As a leader, do you manage conversations which genuinely safeguard space for difference?
Do your diverse teams stay diverse, or do team members collapse into the corporate monoculture they see around them?
What are you doing to take “inclusive leadership” off the policy documents and into the way you manage your meetings?
These questions have emerged from my analysis of the dynamics of power in spoken interactions where my research participants, leaders all, invited me to spend time studying them and their linguistic behaviour in a variety of corporate settings. Their motivation? To better understand themselves and their leadership in order to affect change.
Although the name we give to a different kind of leadership depends on the setting (collaborative…inclusive…balanced…responsible…) we mostly know what we want:
- We need the sort of leaders who can handle difference.
- We need leaders who are flexible, open, and who are able to hear perspectives quite different from their own.
- We need leaders who can connect and collaborate in settings which are marked by difference, and where this difference is seen to be a good thing.
There are two main arguments behind the now commonplace calls for a more inclusive kind of leadership.
The first relates to the times we live in where turbulence has become the new normal. To thrive we need enormously creative and diverse teams who can question the way things are done, who challenge, experiment, innovate. Leadership here doesn’t rely on command and control; it requires a radically new approach.
The second relates to equality and to the moral stance we take.
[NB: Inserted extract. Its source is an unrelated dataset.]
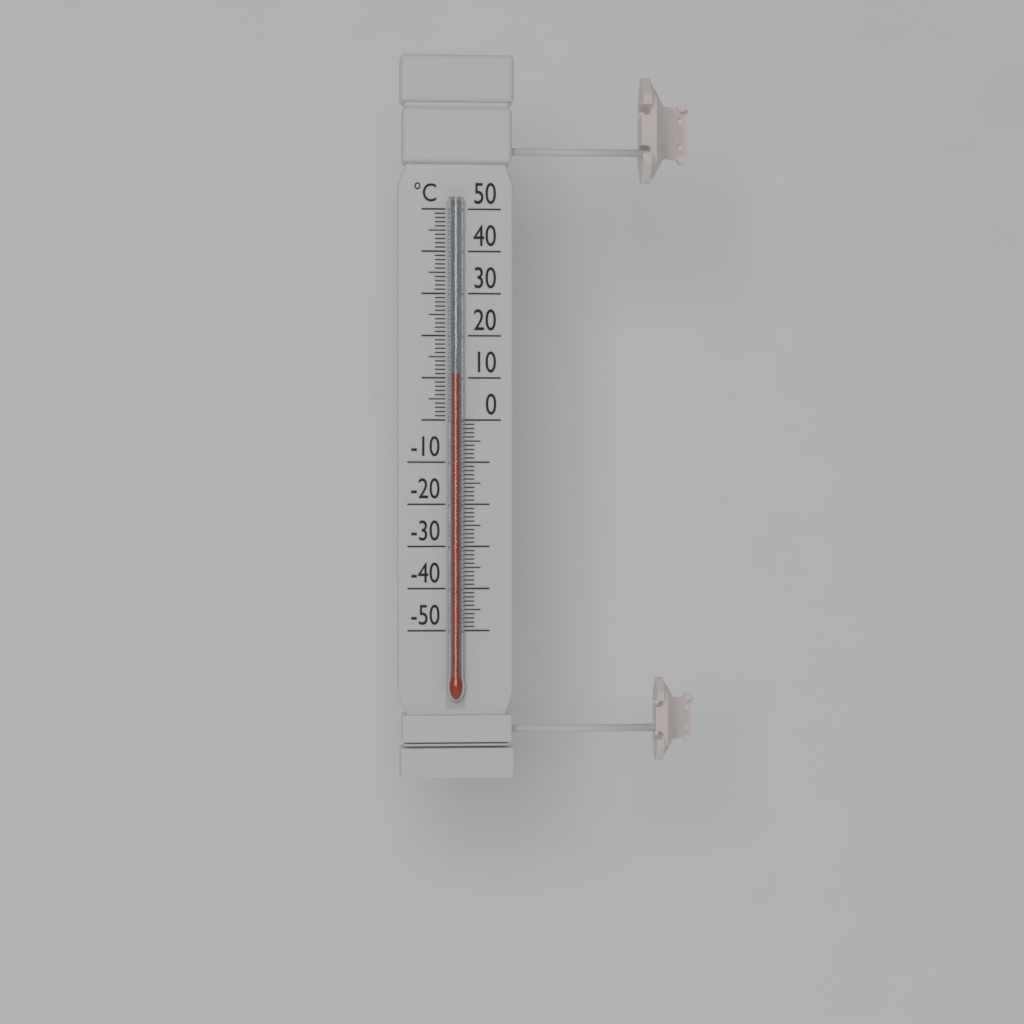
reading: 11 °C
A working culture which genuinely values and promotes groups and individuals who don’t fit the dominant corporate mould is not just a nice to have – it’s the right thing to do.
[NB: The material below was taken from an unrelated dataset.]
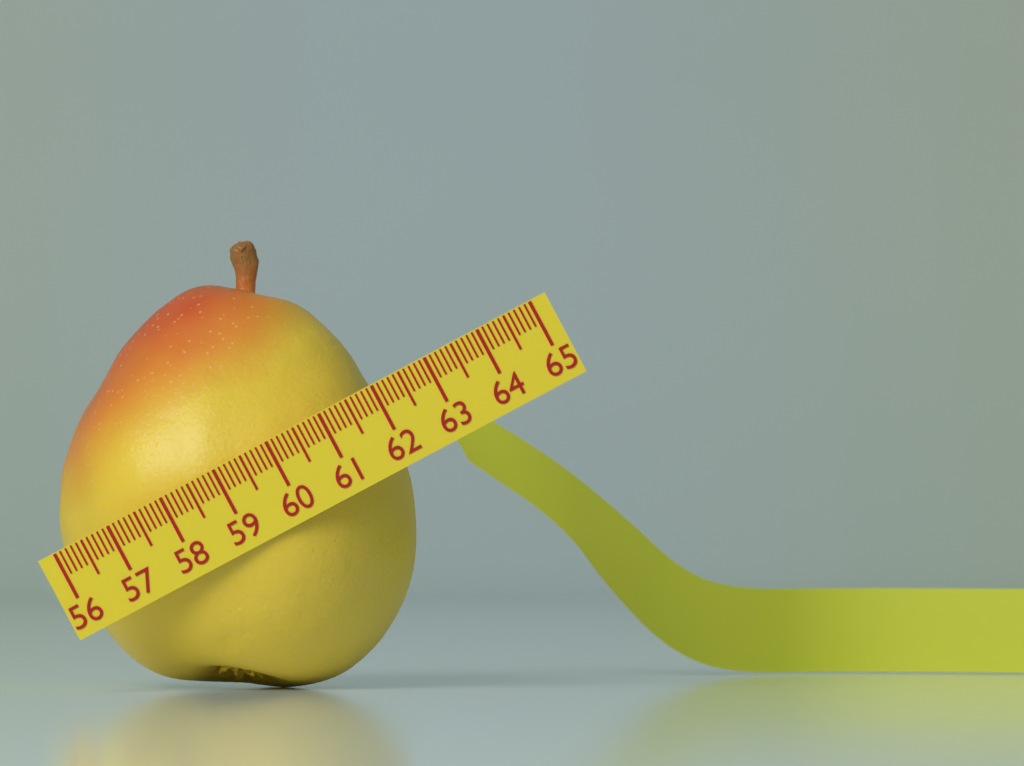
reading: 62.0 (no unit)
But how exactly do we do this kind of leadership?
Traditional assumptions about leadership (who gets to do it, how it should get done, who is included and who isn’t) are particularly hard to shift. In part this is because we tend to conflate our notions of “leader” with the way we define “leadership”. But the complexity and diversity I have seen in leadership practice in my research, isn’t adequately captured by theories which assume that leadership is entirely an individual affair. Too frequently, commonplace ideas about leadership have us focus on fixing individuals, attempting to shape their thinking and therefore their behaviour. But does this best serve our purposes? The wave of unconscious bias training that has swept the corporate world provides people with important insights but it has not (yet) created the sort of leadership we yearn for. And part of this is due to the fact that the very phenomena we seek to change is not the sole domain of individuals. Leadership isn’t a person, it’s a relationship. We need more and better theories which help us conceptualise and work with leadership’s more collective aspects.
The dynamics of difference research attempts this by taking language as a point of entry – the complex conversational dynamics where we see, or more frequently sense, the tiny shifts and movements which send a whole conversation veering off course, or where an unexpected interruption closes down the creative space, or where a decision ends up in the hands of the chair because no one spoke up.
If leadership resides in these every day patterns of spoken interaction, we aren’t going to learn enough about shifting them by looking only at what individual leaders do or say.
I have many hours of recordings and transcripts of corporate management meetings and conversations and I will be spending the coming weeks and months carefully analysing these to see what I can learn about leadership from these every day patterns of interaction.
I suspect that the tiniest of conversational moves creates the most surprising changes, but we shall see.
In the meantime you might like to try a few micro-moves yourself. If you usually find yourself having the last word, try letting someone else have it. If you are quick to steer and intervene, slowly count to three before you speak. If you like to summarise proceedings, ask a question instead.
Do something ever so slightly different, and watch what happens.